WORK INSTRUCTIONS
Every entry is to be restated exactly; pictures are not part of the copy.
━━━━━━━━━━━━━━━━━━━━
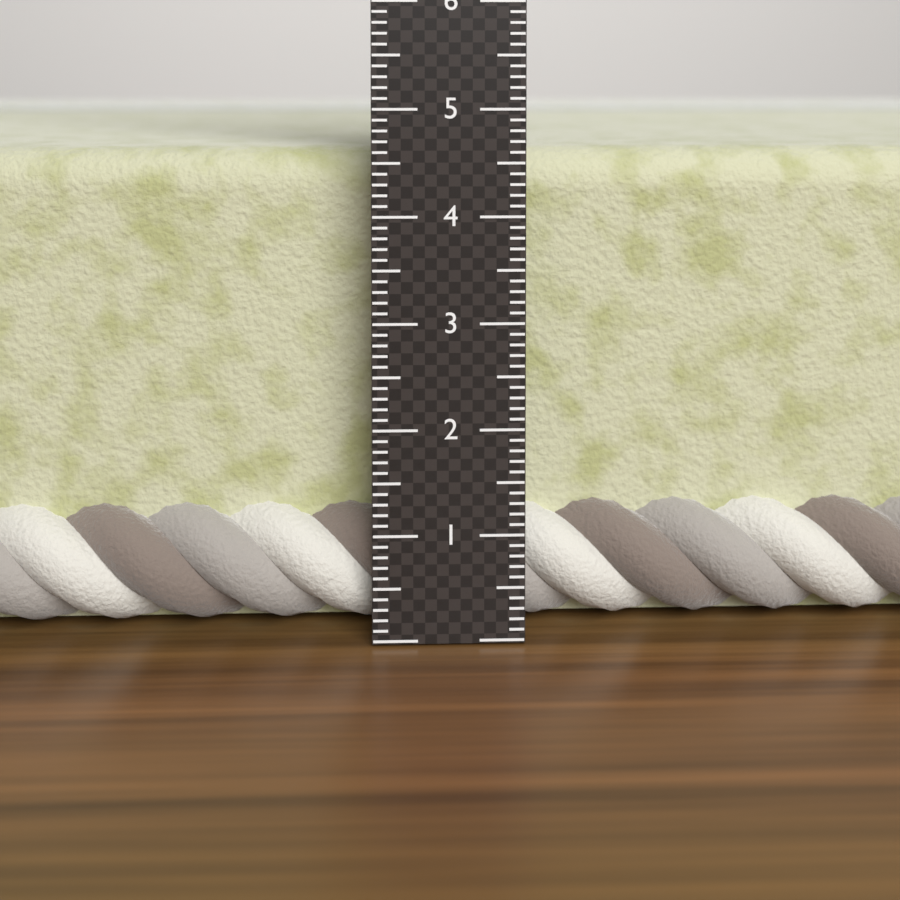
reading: 4.6 cm
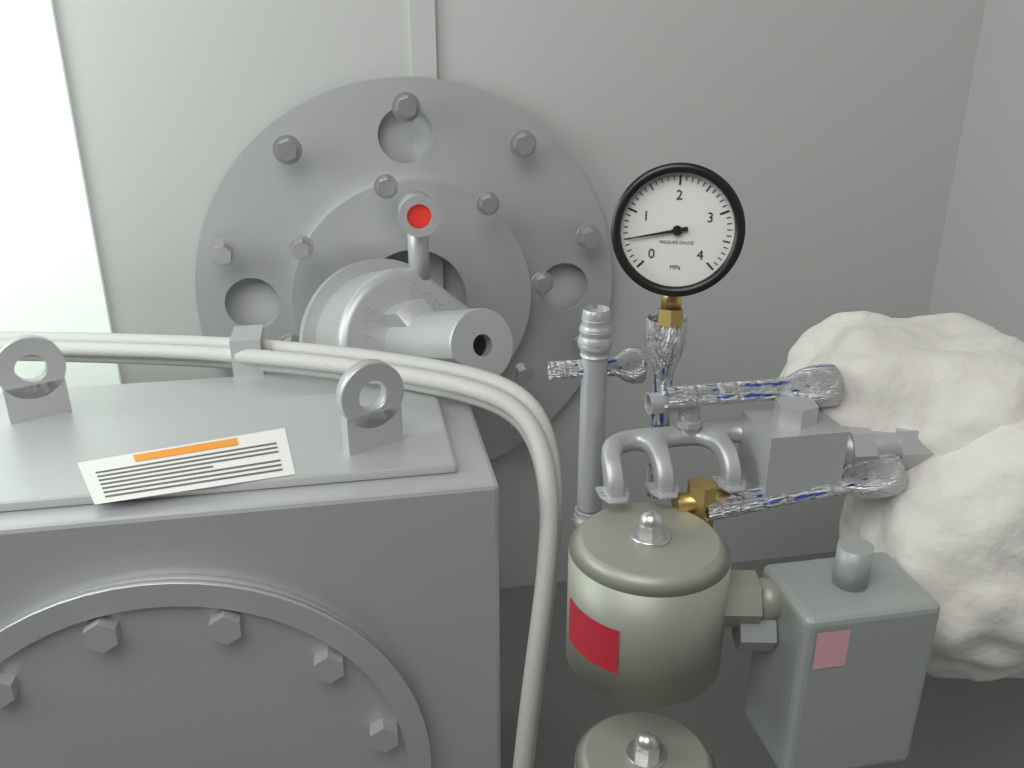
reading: 0.5 MPa
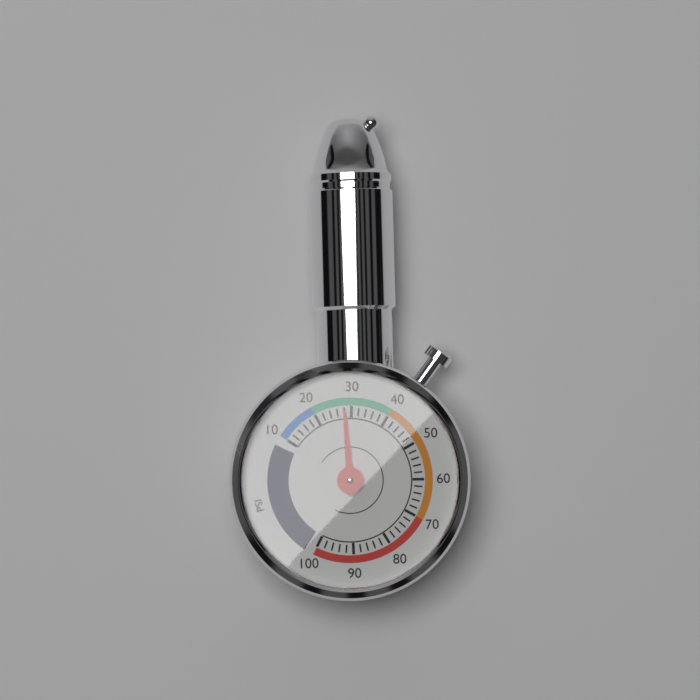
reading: 28 psi
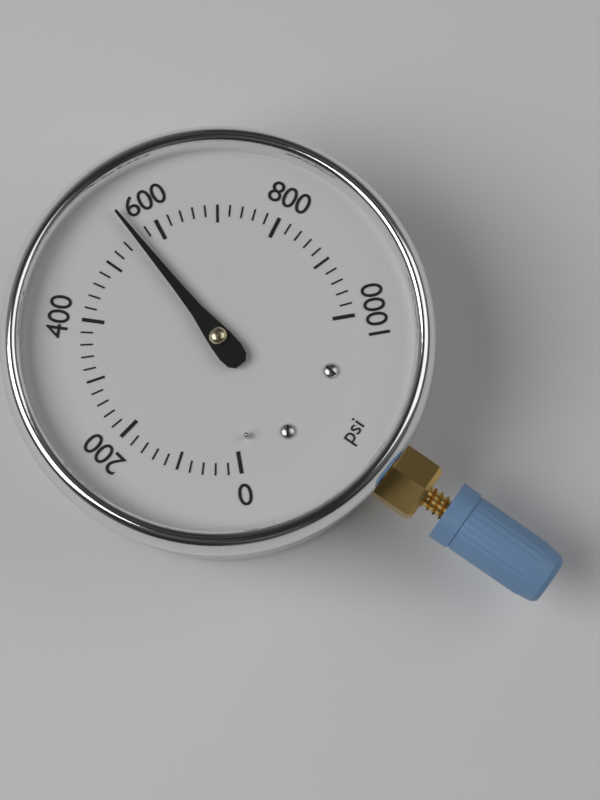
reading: 560 psi
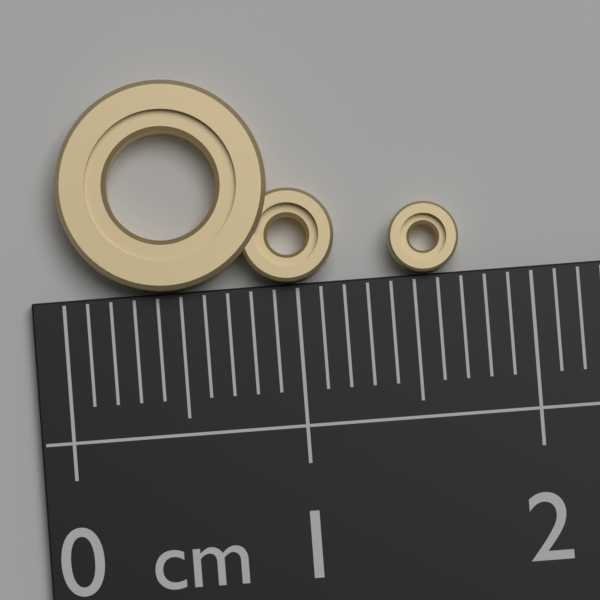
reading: 0.9 cm
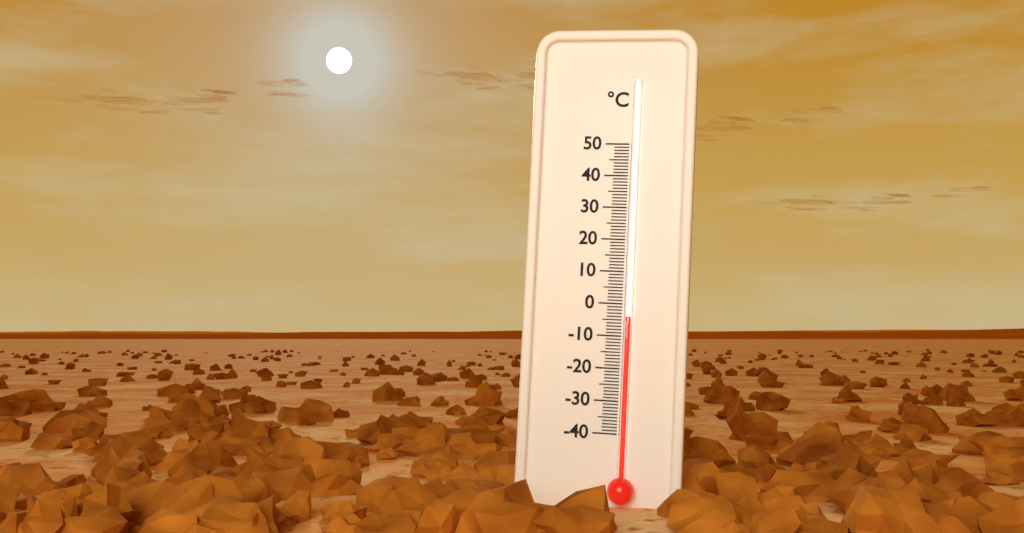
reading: -4 °C
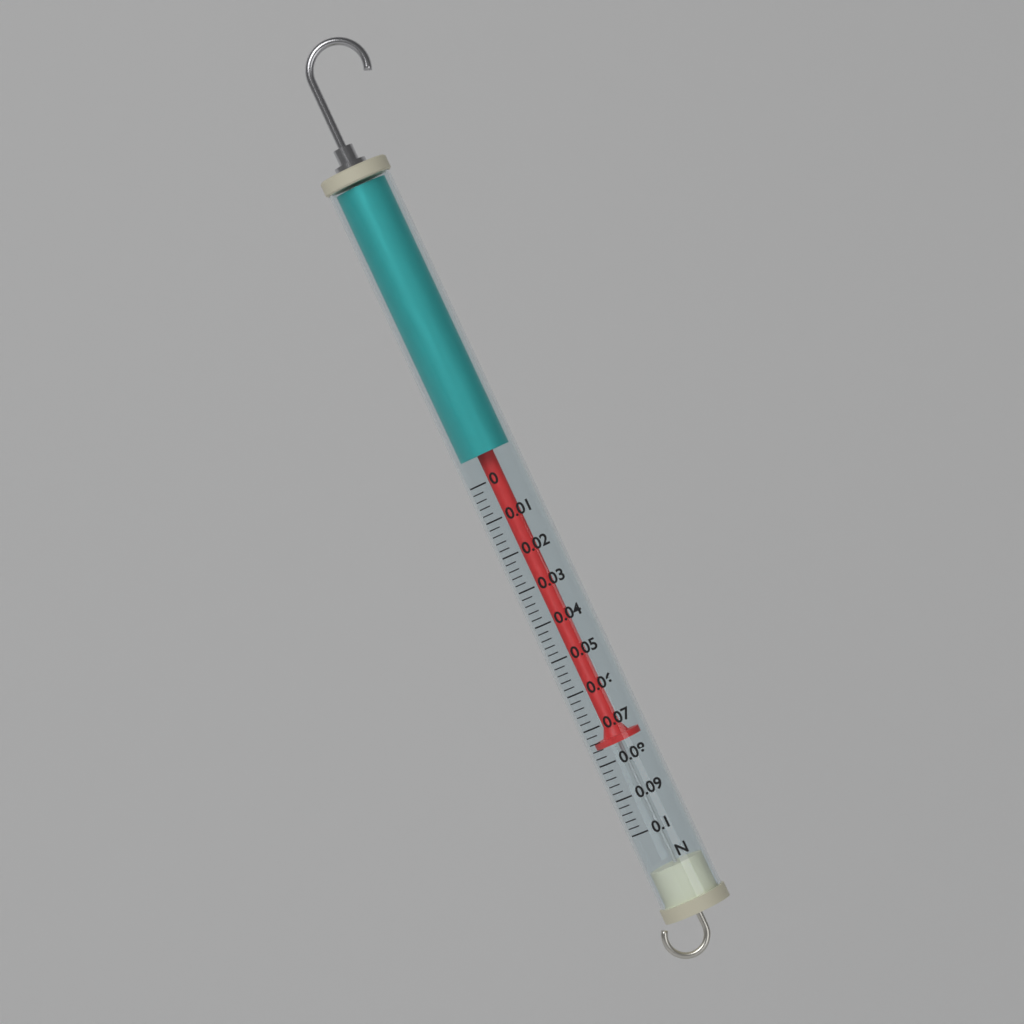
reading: 0.076 N
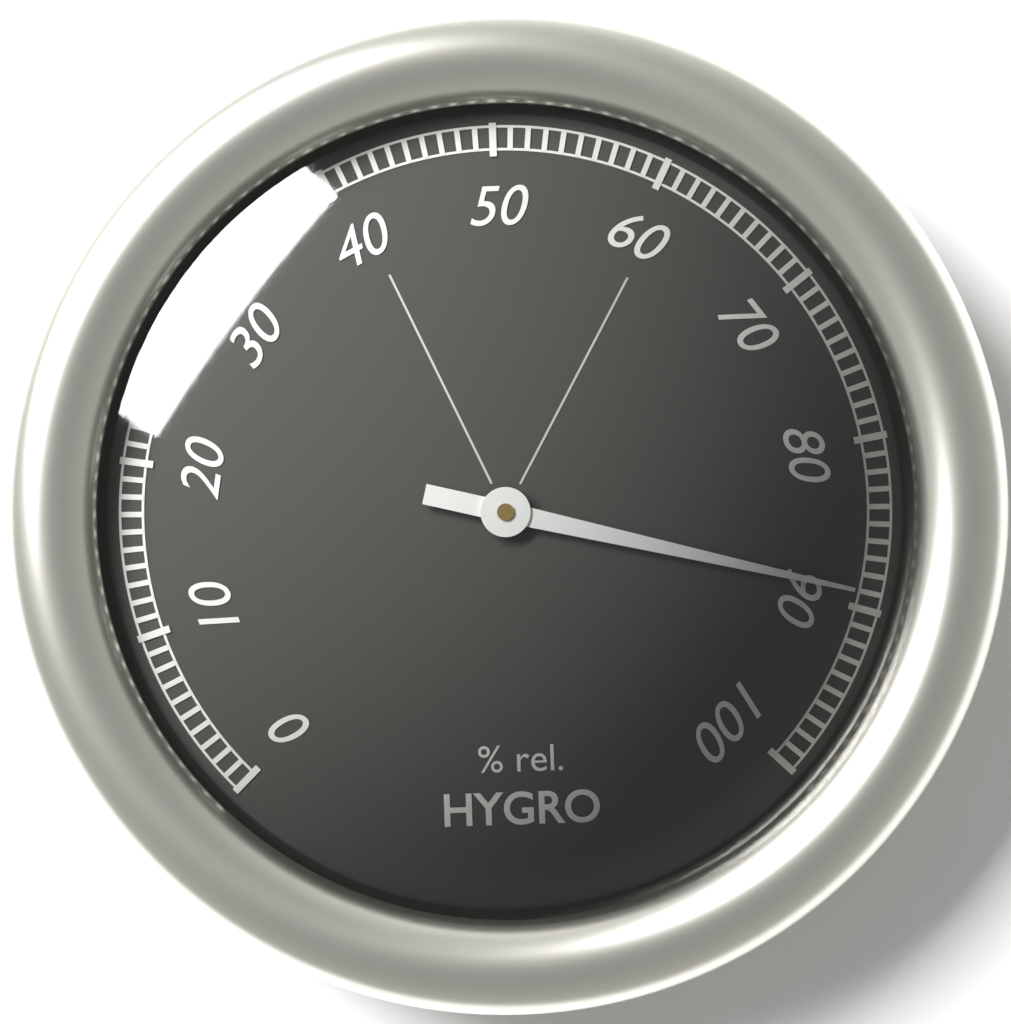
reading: 89 %
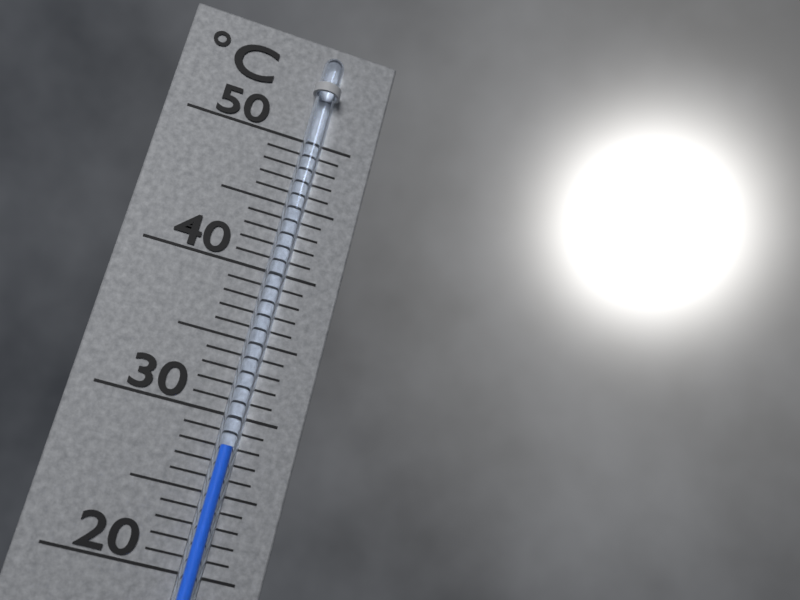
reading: 28 °C
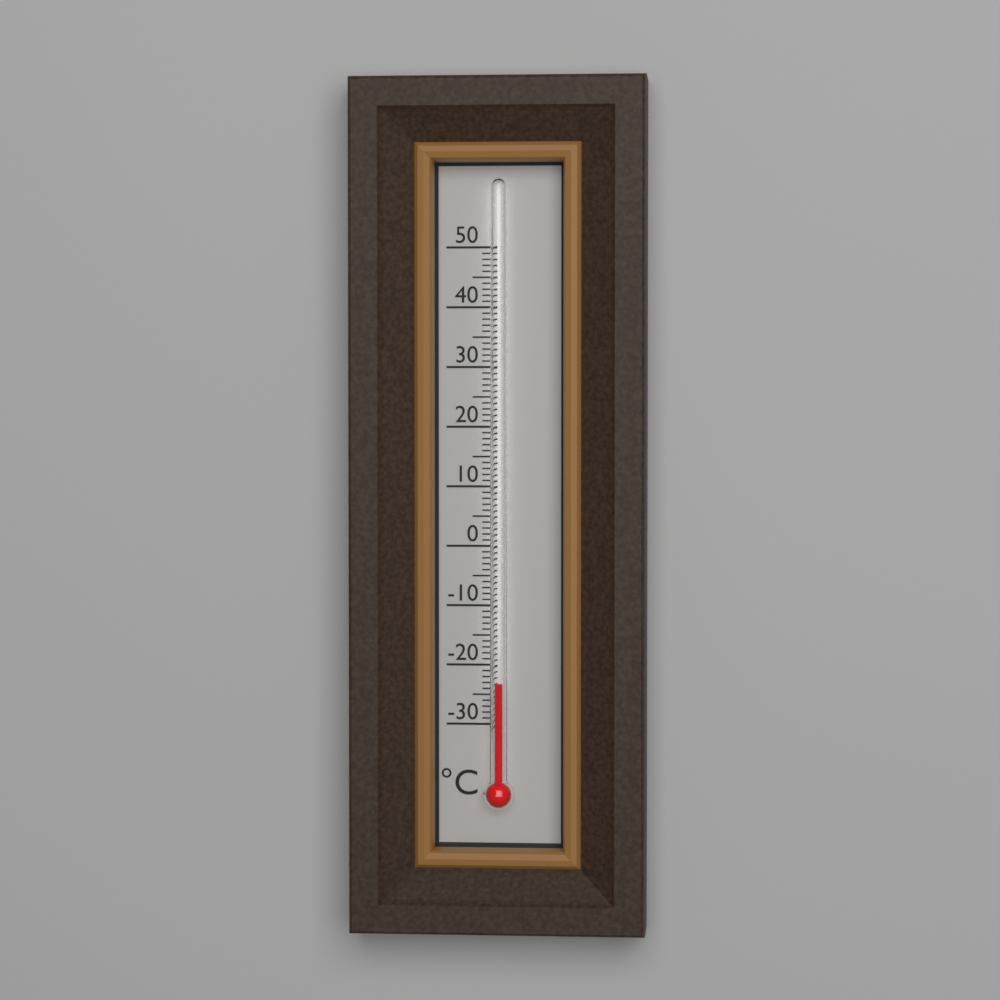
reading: -23 °C
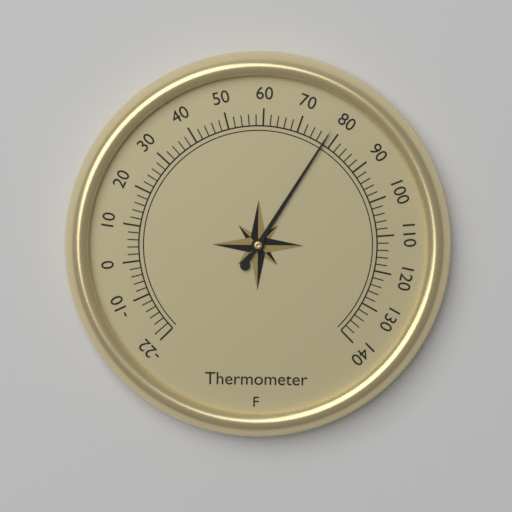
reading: 78 °F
━━━━━━━━━━━━━━━━━━━━
SOLUTION BELOW
reading: 4.6 cm
reading: 0.5 MPa
reading: 28 psi
reading: 560 psi
reading: 0.9 cm
reading: -4 °C
reading: 0.076 N
reading: 89 %
reading: 28 °C
reading: -23 °C
reading: 78 °F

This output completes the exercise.